His candid black-and-white images, prosaic yet provocative, captured the faces of a wide range of New Yorkers. He also took occasional side trips to the West.
His candid black-and-white images, prosaic yet provocative, captured the faces of a wide range of New Yorkers. He also took occasional side trips to the West.
His candid black-and-white images, prosaic yet provocative, captured the faces of a wide range of New Yorkers. He also took occasional side trips to the West.
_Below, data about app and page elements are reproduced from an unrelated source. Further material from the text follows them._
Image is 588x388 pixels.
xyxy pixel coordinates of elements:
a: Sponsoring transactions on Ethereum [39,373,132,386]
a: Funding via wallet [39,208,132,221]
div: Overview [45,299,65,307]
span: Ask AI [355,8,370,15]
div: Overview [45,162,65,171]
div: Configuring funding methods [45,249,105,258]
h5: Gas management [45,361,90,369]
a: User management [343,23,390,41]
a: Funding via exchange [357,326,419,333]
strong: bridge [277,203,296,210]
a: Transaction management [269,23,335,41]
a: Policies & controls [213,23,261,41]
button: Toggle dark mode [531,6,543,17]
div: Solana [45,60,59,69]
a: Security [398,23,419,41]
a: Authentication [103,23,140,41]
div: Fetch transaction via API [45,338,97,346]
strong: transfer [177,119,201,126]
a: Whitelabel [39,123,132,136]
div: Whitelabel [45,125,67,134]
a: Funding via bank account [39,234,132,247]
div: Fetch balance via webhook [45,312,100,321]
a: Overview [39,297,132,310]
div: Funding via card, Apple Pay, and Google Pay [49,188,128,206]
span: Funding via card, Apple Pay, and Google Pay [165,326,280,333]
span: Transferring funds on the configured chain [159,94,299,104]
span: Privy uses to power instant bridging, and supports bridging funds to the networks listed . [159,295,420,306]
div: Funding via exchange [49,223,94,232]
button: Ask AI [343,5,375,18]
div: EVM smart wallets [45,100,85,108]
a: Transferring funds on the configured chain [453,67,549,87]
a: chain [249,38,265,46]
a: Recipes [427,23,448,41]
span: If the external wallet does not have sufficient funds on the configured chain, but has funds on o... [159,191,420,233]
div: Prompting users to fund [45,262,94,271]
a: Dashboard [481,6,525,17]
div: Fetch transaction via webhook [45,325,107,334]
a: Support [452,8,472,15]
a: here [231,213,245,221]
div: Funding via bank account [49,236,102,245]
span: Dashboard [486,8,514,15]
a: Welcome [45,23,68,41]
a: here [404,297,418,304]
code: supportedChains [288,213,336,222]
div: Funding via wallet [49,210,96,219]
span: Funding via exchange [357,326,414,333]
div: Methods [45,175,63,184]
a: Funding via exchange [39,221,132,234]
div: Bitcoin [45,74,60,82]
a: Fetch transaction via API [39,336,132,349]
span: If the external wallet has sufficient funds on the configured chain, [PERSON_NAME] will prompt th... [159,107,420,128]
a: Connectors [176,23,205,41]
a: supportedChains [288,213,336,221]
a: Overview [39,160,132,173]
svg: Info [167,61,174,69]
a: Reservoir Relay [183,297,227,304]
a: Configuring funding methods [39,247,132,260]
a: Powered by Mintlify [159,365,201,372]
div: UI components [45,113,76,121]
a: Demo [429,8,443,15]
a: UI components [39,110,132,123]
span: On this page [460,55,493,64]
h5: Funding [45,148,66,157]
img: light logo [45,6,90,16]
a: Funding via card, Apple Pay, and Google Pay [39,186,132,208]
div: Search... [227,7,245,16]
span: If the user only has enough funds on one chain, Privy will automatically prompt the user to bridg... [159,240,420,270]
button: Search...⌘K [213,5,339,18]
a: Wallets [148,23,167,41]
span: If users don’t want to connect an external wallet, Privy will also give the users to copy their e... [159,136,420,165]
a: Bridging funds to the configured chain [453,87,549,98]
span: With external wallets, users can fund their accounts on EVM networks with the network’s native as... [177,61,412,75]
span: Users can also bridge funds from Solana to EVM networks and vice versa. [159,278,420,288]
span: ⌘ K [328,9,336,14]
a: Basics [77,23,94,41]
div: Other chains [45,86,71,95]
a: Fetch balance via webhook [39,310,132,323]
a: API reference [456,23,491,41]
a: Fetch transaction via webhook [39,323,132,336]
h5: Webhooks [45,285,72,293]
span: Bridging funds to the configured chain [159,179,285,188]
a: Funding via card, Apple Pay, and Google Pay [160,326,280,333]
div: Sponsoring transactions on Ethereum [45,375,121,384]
Paul McDonough, whose evocative candid photographs, often of crowds, captured what he called the galvanizing energy of turned-on New Yorkers and the tired West Coast venues where urbanites had fled to tune out, died on March 25 in Brooklyn. He was 84.
His wife, the author Yona Zeldis McDonough, said he died in a nursing home from complications of Alzheimer’s disease.
Armed with a 35-millimeter Leica or a Siciliano — one of 55 cameras custom-built by his fellow Brooklyn photographer Thomas Roma, who was head of the department of photography at Columbia University’s School of the Arts — Mr. McDonough captured impromptu groups in which individual facial expressions projected multiple impressions; stark romantic images, like a couple kissing in Central Park or youngsters at play; and statues, which he whimsically juxtaposed with human look-alikes.
Mr. McDonough’s works were acquired by the Museum of Modern Art, the New York Public Library and the deCordova Museum in Lincoln, Mass.; shown at the Sasha Wolf Gallery in Manhattan; and collected in several books, including “New York Photographs: 1968-1978” (2010), “Sight Seeing” (2014) and “Headed West” (2021).